Thursday, December 7, 2023

Stay away from sin. . .

The history of Israel is often confused both by those who claimed to be the chosen people of God and those who lived outside this tribe.  Those who had been set apart by the promise to Abraham and the march of Moses to the land of promise presumed they had been chosen because they were special.  When they got to the land God had appointed for them, those who were living there had to go.  It was not because the people of God were too good to share the land but because they were too weak to live with those who confessed other gods.  This weakness proved true through the ages of prophets and exiles and betrayal and restoration and remnants.  The world presumed this to be arrogance but the hubris was not the high and mighty claiming their preeminent place; it was sinners who weakness was obvious to all but them.  They were to remain pure as the leaven for a world of death yet they proved themselves seldom up to their calling.

So it is presumed by those outside and some inside the Church that Christians have the same problem.  We think we are better than everyone else -- too good for others.  The Church is in the minds of her critics and even among some of the faithful a preserve for the holy.  The Church is nothing of the sort.  She is no museum of righteous people who have received the pat on the back from God for their goodness.  No, the Church is a hospital of the broken, wounded, and dying whose only hope lies in the God who became flesh for them (and for the whole world).  The Church is not filled with people who are better than others but people who know their weakness, sin, and death and who know they have only one Redeemer -- Jesus Christ the crucified.  We in the Church sometimes learn the lesson of arrogance and confirm the world in their judgment against us.  We need to be careful about this -- now more than ever.

The reason Christians do not hang around with sinners is not because they think themselves too good for such people but because they know their weakness.  As Psalm 141 reminds us:  Do not let my heart incline to any evil, to busy myself with wicked deeds in company with men who work iniquity, and let me not eat of their delicacies!  Our hearts are still inclined toward evil and we are too weak to battle both the sinful desire of the heart and the company of those who have abandoned righteousness to delight in sin.  We pray God to insulate us against both the desires of our hearts and the influence of the evil and this is why we stand apart.  We are so weak we would surely give into the ways of the wicked without God's aid and succor and part of that is the call to stand apart.  It is not to showcase how much better we are but as a tacit admission of our weakness.

We cannot go along and get along.  It is not because we are so smug in our self-righteousness but, as St. Paul reminds us, we learned truly what sin was after becoming a Christian and it exposed the weakness and sin within.  It is for the sake of this weakness we must stand apart as much as for any other reason (such as our witness).  We cannot give into the tolerance of the age or the lack of judgment which could presumed to condone and approve of what must be condemned -- not only for our sake but also for the sake of the world.  Yes, Jesus eats and drinks with sinners.  But St. Paul insists that we mark evil and stand apart from it.  That is because we are not Jesus.  We are those whom Christ has redeemed.  We are not His equals but remain forever dependent upon His mercy and grace or we would fall.  There but for the grace of God...

The pressure is surely on us to make faith into something very deep and private -- so deep and private that it is not evident on the outside of us and therefore hidden and known only to God.  The pressure is upon us to go along and get along -- all in the name of love, Christ's love no less.  But weakness is our problem and temptation is our enemy and we dare not fool ourselves into thinking we can handle evil.  Only Jesus can.  Therefore, we must stand in Christ and stand apart -- for our sake and for the sake of preserving the Gospel among us.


Work item: Go through the data line by line. Copy each one holding the string "from".

Data in this exercise:
——————————

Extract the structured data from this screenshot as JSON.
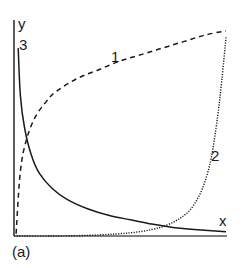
{
  "chart_data": {
    "type": "line",
    "title": "",
    "panel_label": "(a)",
    "xlabel": "x",
    "ylabel": "y",
    "xlim": [
      0,
      1
    ],
    "ylim": [
      0,
      1
    ],
    "grid": false,
    "legend": "inline curve labels",
    "ticks": "none",
    "series": [
      {
        "name": "1",
        "style": "dashed",
        "color": "#1a1a1a",
        "description": "concave increasing (logarithmic-like) curve",
        "x": [
          0.01,
          0.03,
          0.06,
          0.1,
          0.15,
          0.2,
          0.3,
          0.4,
          0.5,
          0.6,
          0.7,
          0.8,
          0.9,
          1.0
        ],
        "y": [
          0.01,
          0.3,
          0.45,
          0.55,
          0.62,
          0.67,
          0.73,
          0.77,
          0.81,
          0.84,
          0.87,
          0.9,
          0.93,
          0.95
        ]
      },
      {
        "name": "2",
        "style": "dotted",
        "color": "#1a1a1a",
        "description": "convex increasing (exponential-like) curve",
        "x": [
          0.0,
          0.2,
          0.4,
          0.55,
          0.65,
          0.72,
          0.78,
          0.83,
          0.87,
          0.9,
          0.93,
          0.96,
          0.98,
          1.0
        ],
        "y": [
          0.0,
          0.0,
          0.005,
          0.015,
          0.03,
          0.05,
          0.08,
          0.12,
          0.18,
          0.25,
          0.36,
          0.55,
          0.72,
          0.92
        ]
      },
      {
        "name": "3",
        "style": "solid",
        "color": "#1a1a1a",
        "description": "decreasing hyperbolic-like curve",
        "x": [
          0.02,
          0.03,
          0.05,
          0.08,
          0.12,
          0.18,
          0.25,
          0.35,
          0.45,
          0.55,
          0.65,
          0.75,
          0.85,
          1.0
        ],
        "y": [
          0.87,
          0.65,
          0.5,
          0.38,
          0.29,
          0.22,
          0.17,
          0.125,
          0.095,
          0.075,
          0.055,
          0.04,
          0.03,
          0.02
        ]
      }
    ],
    "annotations": [
      {
        "text": "1",
        "near_series": "1"
      },
      {
        "text": "2",
        "near_series": "2"
      },
      {
        "text": "3",
        "near_series": "3"
      }
    ]
  },
  "labels": {
    "y_axis": "y",
    "x_axis": "x",
    "curve1": "1",
    "curve2": "2",
    "curve3": "3",
    "panel": "(a)"
  }
}
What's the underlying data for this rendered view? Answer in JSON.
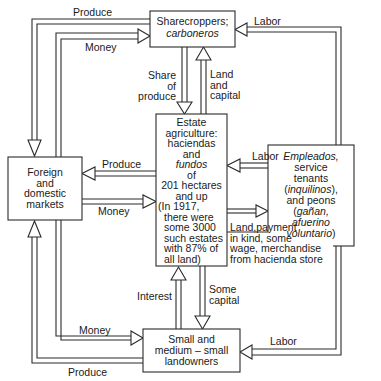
{
  "nodes": {
    "sharecroppers": {
      "line1": "Sharecroppers;",
      "line2": "carboneros"
    },
    "estate": {
      "lines": [
        "Estate",
        "agriculture:",
        "haciendas",
        "and",
        "fundos",
        "of",
        "201 hectares",
        "and up",
        "(In 1917,",
        "there were",
        "some 3000",
        "such estates",
        "with 87% of",
        "all land)"
      ]
    },
    "markets": {
      "lines": [
        "Foreign",
        "and",
        "domestic",
        "markets"
      ]
    },
    "workers": {
      "lines": [
        "Empleados,",
        "service",
        "tenants",
        "(inquilinos),",
        "and peons",
        "(gañan,",
        "afuerino",
        "voluntario)"
      ]
    },
    "landowners": {
      "lines": [
        "Small and",
        "medium – small",
        "landowners"
      ]
    }
  },
  "flows": {
    "produce_top": "Produce",
    "money_top": "Money",
    "labor_top": "Labor",
    "share_of_produce": [
      "Share",
      "of",
      "produce"
    ],
    "land_and_capital": [
      "Land",
      "and",
      "capital"
    ],
    "produce_mid": "Produce",
    "money_mid": "Money",
    "labor_mid": "Labor",
    "land_payment": [
      "Land,payment",
      "in kind, some",
      "wage, merchandise",
      "from hacienda store"
    ],
    "interest": "Interest",
    "some_capital": [
      "Some",
      "capital"
    ],
    "money_bottom": "Money",
    "labor_bottom": "Labor",
    "produce_bottom": "Produce"
  },
  "colors": {
    "line": "#2a2a2a",
    "background": "#ffffff",
    "text": "#1a1a1a"
  }
}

——————————

Problem solution:
Extract the structured data from this screenshot as JSON.
      "from hacienda store"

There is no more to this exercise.